WORK TO BE COMPLETED >> Skipping all pictures, please restate word for word the lines from the one that contains "Find the location" through the last line of the entries.

EXTRACTED DATA >>
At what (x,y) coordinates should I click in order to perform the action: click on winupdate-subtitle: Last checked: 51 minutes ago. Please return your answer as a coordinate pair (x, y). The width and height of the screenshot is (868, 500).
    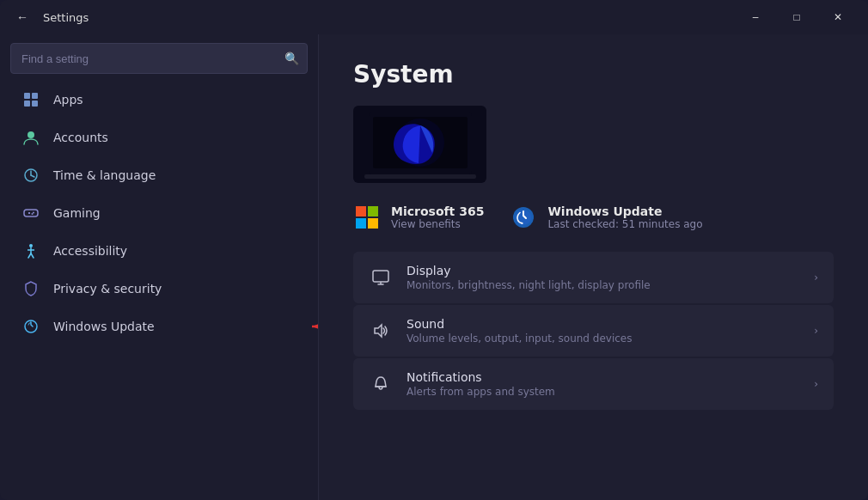
    Looking at the image, I should click on (625, 224).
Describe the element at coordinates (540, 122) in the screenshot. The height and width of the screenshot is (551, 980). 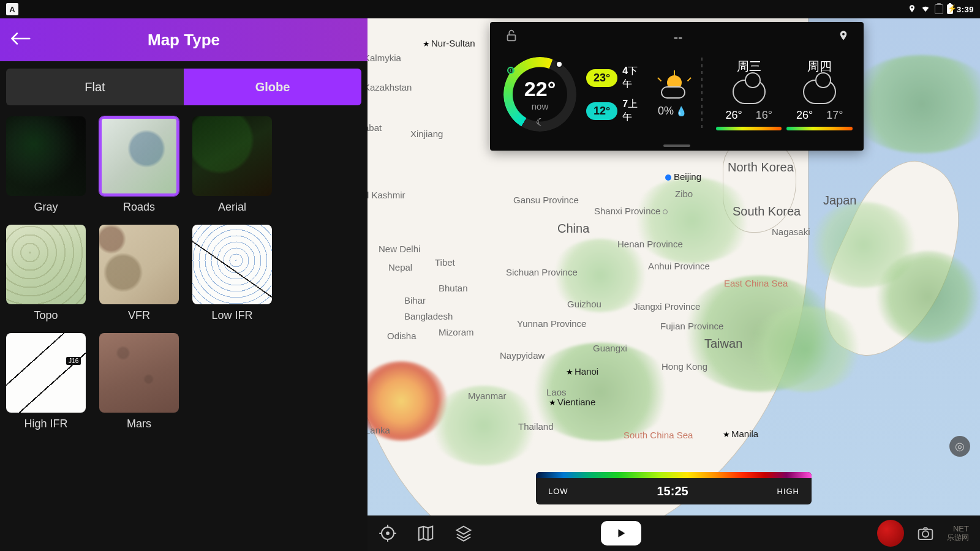
I see `moon-icon: ☾` at that location.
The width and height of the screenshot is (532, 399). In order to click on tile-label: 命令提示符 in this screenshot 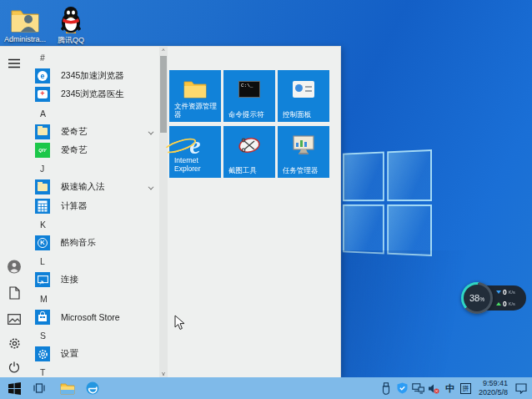, I will do `click(250, 114)`.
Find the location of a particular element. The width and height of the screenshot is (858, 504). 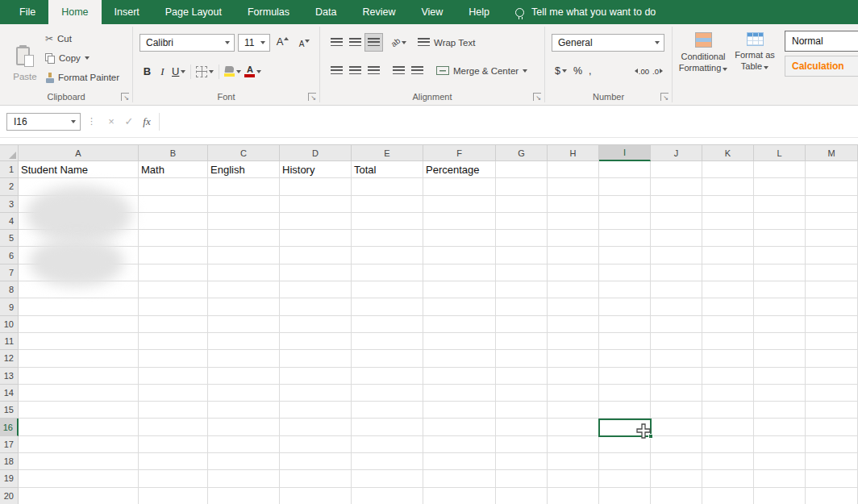

tell-me-box: Tell me what you want to do is located at coordinates (585, 12).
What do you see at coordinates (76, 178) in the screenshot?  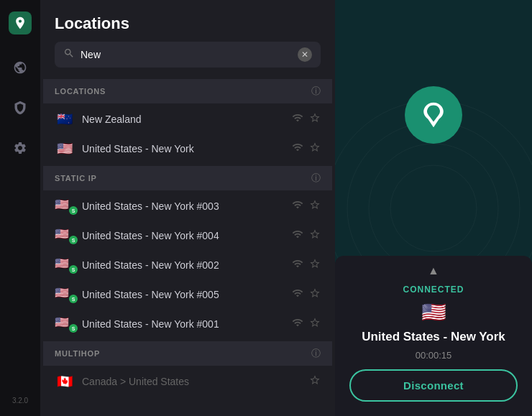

EXERCISE ANSWER >>
Find the location of a particular element. The width and height of the screenshot is (858, 504). 

tell-me-box: Tell me what you want to do is located at coordinates (585, 12).
What do you see at coordinates (76, 178) in the screenshot?  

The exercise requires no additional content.